How you organize data in memory can matter as much as your algorithm choice. Using cache sizes and access patterns, Farid compares Array of Structs and Struct of Arrays. He shows that organizing data to match CPU cache behavior can significantly improve speed, especially for large datasets and random memory access. The key message is that reducing data size and improving cache efficiency can have a major impact on performance.
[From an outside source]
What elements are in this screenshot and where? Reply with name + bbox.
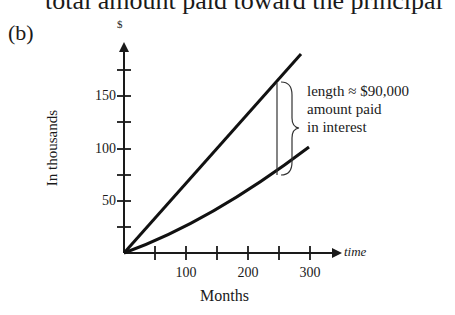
chart-svg: [0, 0, 455, 315]
total-paid-line: [124, 54, 301, 253]
principal-curve: [124, 147, 309, 253]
The history of pets vs cattle and how to use the analogy properly
7 minutes by Randy Bias

Randy explains the origin and proper use of the “Pets vs. Cattle” analogy in cloud computing. He describes how the analogy helps distinguish traditional, unique servers, “pets”, from modern, disposable, and automated servers, “cattle”. He argues that the key idea is server replaceability and fault tolerance, not whether applications are stateful. Randy emphasizes preserving the analogy’s original meaning to avoid confusion.

Fast is better than slow
5 minutes by Patrick Dubroy

Speed makes great programmers, not the other way around. Moving fast means quicker feedback, better decisions, and more learning over time. Simple habits help: start tasks right away, use small pockets of time, share work early even if imperfect, avoid pointless debates, and do only what is asked. These small changes add up to major gains without working longer hours.